Rabaul-born Philip (Hooky) Street dies at 91
28 June 2022
The government's insensitivity to the widows and children continued long after the war until, in 2009, a small group from the Papua New Guinea Association of Australia formed a task force to do address the long official silence
KEITH JACKSON
NOOSA – The family of Philip (Hooky) Street, who died recently in Sydney aged 91, was among the small Australian population of Rabaul just before the Japanese invasion in January 1942.
Most of those families lost their husbands and fathers, who stayed behind while the women and children were hurriedly evacuated.
It was a mass tragedy that influenced the rest of Hooky's life, eventually becoming a public issue that resonated through the corridors of power.
The men of Rabaul, troops and civilians alike, were subsequently murdered by the Japanese or lost their lives in the tragic sinking of the prison ship Montevideo Maru in July 1942.
Some 1,053 men were drowned in what remains Australia’s worst maritime disaster.
Hooky’s father, James Lee Street, was killed in the Tol Plantation massacre in February 1942 while trying to escape from Rabaul.
However, the family did not know this until a telegram arrived at their home at 6pm on Christmas Eve, 1945, a moment irrevocably burned into Hooky’s mind.
Hooky was to write many years later that the families who had been returned to Australia without their men were treated with disgraceful callousness and indifference by the then Labor government.
This insensitive attitude continued long after the war under both parties until, in 2009, a small group from the PNG Association of Australia (PNGAA), including me, formed a task force to do something about it.
We were able to initiate action that eventually led to the construction of a memorial in Canberra and a resolution in federal parliament recognising the sacrifice of the men and apologising to their families for the many years of official silence they had endured.
“The treatment received by my mother as the widow of a man who had served in the 1st AIF at the Somme [in World War I] and gave his life in World War II as a member of the 2nd AIF, was vindictive and lacking in compassion,” Hooky wrote.
Before the war, his father, James, had been solicitor-general of the mandated territory of New Guinea administered by Australia
"The last time I saw him was Christmas 1940. I was only 11 years old,” Hooky told John Huxley of the Sydney Morning Herald.
Hooky had left Rabaul to attend boarding school in Sydney and his mother and sister wee to follow as the Japanese forces approached New Guinea.
His father, along with the other men of Rabaul and the islands, stayed on; James had taken uniform again and joined the Australian Imperial Force shortly before the town was invaded.
Hooky remembered his father as a decent, scholarly and rather other-worldly man, who had topped New South Wales in the State’s Latin and German exams, dressed as a clown at parties and saluted the dying of each day with a rendition of Red Sails in the Sunset.
When the war ended in 1945, after years of waiting, hoping and praying for James’ safe return, his family was told he had died on the Montevideo Maru.
Later the official report changed to disclose it was more likely he had been bayoneted to death by the Japanese along with a large group of men trying to escape Rabaul who were captured at Tol Plantation.
Hooky - the nickname came from his favourite pirate in Peter Pan – eventually returned to the home of his idyllic childhood in Rabaul with his family after resisting doing so for many years.
He also joined the PNGAA as a committee member and, according to a good friend, “brought so much passion and compassion and drew a lot of comfort from sharing his experiences in a close, supportive environment”.
His son, James, said a memorial service is planned to honour Hooky in a few months’ time.
James asked me to convey his good wishes to the PNGAA “and to all the people Dad made friends with in this great organisation over the last years.
“It was very cathartic for him and allowed him to face a lot of demons he had been carrying all his life.
“The compassion and understanding made it especially easy for him,” James said.
Red Sails in the Sunset was written by Jim Kennedy of Crannagh near Coleraine, County Derry, Northern Ireland.
It relates to the yacht Kitty of Coleraine owned by Moor Brown of Portstewart Castle. I was a good friend of the songwriter's brother.
Posted by: William Dunlop | 29 June 2022 at 12:11 AM
No doubt Hooky and his mother recalled the words of Red Sails in the Sunset in the years that they were expecting James to arrive in Sydney.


One figure is the whole answer: the number of lines below that contain the word "final".

(Exercise data)
□ □ □ □ □
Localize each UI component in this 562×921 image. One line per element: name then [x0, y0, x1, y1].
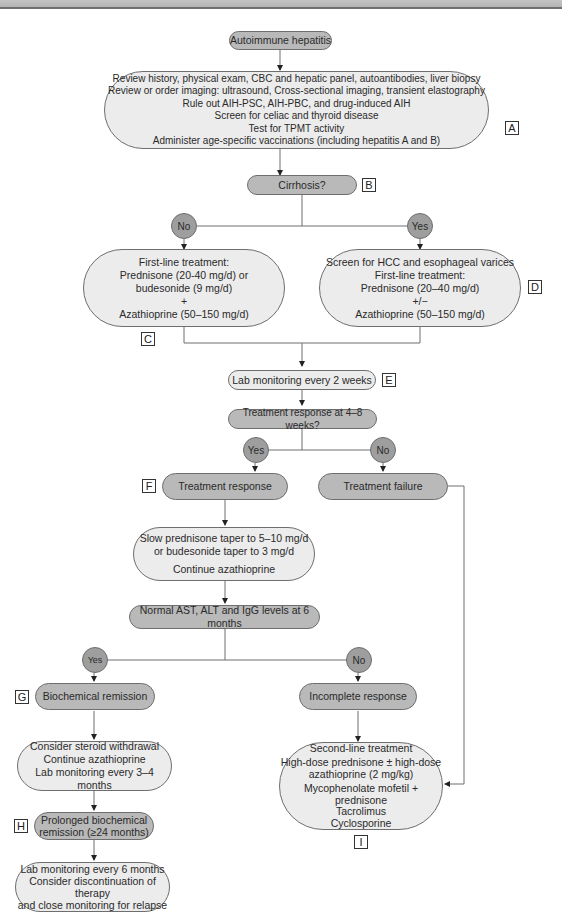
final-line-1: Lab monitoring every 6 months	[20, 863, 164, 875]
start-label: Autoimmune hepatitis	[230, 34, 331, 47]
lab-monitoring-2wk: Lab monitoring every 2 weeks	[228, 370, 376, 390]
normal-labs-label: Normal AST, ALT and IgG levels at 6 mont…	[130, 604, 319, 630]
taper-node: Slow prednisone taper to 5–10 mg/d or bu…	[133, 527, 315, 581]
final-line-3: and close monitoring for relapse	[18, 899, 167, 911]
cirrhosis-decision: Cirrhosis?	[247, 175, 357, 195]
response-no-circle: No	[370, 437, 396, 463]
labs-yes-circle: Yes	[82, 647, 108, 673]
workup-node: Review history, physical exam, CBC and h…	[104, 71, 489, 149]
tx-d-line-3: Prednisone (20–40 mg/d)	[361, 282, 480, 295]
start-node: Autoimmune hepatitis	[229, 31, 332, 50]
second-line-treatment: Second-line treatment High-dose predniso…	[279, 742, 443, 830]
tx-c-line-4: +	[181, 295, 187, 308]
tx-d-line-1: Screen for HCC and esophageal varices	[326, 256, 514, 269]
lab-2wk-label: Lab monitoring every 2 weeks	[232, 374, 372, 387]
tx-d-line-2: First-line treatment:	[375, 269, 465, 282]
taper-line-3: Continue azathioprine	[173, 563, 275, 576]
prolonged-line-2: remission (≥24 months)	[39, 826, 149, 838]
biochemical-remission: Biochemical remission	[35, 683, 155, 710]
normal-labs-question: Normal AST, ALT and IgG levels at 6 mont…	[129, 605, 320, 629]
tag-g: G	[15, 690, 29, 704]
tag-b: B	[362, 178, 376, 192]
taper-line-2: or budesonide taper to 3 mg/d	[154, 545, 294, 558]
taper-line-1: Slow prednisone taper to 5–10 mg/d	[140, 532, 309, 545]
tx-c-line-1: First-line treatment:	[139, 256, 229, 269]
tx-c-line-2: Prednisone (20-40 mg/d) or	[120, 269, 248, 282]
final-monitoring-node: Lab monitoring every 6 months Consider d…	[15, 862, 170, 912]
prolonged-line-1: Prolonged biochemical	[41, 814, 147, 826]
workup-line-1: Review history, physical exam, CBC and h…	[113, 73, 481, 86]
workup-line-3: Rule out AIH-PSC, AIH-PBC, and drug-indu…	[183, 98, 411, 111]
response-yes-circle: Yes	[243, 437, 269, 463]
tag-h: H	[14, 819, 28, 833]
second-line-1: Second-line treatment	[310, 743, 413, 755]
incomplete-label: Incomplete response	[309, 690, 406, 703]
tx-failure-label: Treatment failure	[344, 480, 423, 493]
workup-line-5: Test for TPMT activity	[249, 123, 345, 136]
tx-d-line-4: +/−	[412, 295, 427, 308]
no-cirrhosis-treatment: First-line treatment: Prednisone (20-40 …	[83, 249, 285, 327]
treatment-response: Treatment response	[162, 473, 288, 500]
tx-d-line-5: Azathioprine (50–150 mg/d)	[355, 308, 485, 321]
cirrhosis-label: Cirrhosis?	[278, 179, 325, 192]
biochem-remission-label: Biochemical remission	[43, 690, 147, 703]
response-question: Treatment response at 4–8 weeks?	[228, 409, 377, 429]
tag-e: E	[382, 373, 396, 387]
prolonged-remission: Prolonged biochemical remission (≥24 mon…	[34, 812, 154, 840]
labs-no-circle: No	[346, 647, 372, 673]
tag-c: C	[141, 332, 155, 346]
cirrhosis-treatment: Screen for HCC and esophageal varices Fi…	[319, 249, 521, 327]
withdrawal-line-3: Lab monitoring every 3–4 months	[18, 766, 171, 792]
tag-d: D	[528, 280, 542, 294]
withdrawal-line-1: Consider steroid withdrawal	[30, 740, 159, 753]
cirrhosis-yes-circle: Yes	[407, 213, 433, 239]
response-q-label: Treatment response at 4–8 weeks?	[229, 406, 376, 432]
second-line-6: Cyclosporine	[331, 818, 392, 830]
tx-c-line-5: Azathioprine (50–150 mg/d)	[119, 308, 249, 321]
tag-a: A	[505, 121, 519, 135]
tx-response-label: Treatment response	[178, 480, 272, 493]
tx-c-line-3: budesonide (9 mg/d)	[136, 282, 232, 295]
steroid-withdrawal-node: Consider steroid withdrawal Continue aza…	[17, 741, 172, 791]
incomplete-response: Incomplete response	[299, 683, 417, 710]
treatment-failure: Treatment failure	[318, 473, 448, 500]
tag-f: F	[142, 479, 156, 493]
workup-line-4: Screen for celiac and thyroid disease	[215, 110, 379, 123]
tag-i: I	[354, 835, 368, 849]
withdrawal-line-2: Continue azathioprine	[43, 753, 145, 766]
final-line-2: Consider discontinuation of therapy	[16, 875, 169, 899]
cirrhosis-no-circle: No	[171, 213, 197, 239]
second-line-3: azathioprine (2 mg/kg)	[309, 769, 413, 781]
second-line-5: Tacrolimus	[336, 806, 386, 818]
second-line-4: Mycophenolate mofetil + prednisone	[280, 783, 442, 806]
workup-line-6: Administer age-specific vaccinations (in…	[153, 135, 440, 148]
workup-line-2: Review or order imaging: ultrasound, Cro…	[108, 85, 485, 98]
□ □ □ □ □
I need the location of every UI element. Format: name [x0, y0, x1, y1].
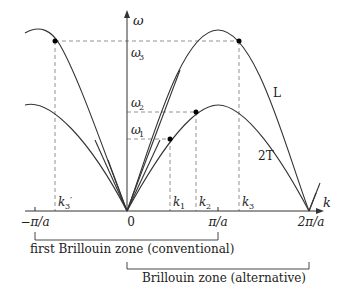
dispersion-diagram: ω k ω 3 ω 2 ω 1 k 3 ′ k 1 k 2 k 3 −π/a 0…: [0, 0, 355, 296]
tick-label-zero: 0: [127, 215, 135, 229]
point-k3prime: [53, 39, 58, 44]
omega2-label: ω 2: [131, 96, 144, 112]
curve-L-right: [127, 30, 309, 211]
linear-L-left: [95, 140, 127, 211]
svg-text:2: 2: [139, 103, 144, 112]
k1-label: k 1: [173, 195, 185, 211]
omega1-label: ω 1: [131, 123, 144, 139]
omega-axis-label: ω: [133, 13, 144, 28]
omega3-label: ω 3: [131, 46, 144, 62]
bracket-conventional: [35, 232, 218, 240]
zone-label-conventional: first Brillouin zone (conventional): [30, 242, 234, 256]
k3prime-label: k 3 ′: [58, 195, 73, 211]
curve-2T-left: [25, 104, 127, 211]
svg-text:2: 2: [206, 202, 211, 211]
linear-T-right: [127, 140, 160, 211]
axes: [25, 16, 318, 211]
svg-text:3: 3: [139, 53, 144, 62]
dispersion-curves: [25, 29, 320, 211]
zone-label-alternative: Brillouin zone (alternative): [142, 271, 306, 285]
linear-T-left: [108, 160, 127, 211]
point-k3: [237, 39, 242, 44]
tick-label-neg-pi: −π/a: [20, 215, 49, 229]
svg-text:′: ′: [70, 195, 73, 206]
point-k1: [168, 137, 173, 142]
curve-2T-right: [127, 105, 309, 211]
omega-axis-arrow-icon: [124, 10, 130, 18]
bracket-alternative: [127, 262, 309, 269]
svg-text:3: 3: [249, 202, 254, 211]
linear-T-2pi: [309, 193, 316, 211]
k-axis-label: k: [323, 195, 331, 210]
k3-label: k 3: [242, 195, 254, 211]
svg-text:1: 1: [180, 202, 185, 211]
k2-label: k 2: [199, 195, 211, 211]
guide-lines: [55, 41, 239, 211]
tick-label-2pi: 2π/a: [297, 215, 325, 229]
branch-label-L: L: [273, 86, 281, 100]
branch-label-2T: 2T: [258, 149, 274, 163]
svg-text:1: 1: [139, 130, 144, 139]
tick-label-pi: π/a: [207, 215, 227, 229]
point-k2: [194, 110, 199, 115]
□ □ □ □ □
(Finished exercise)
4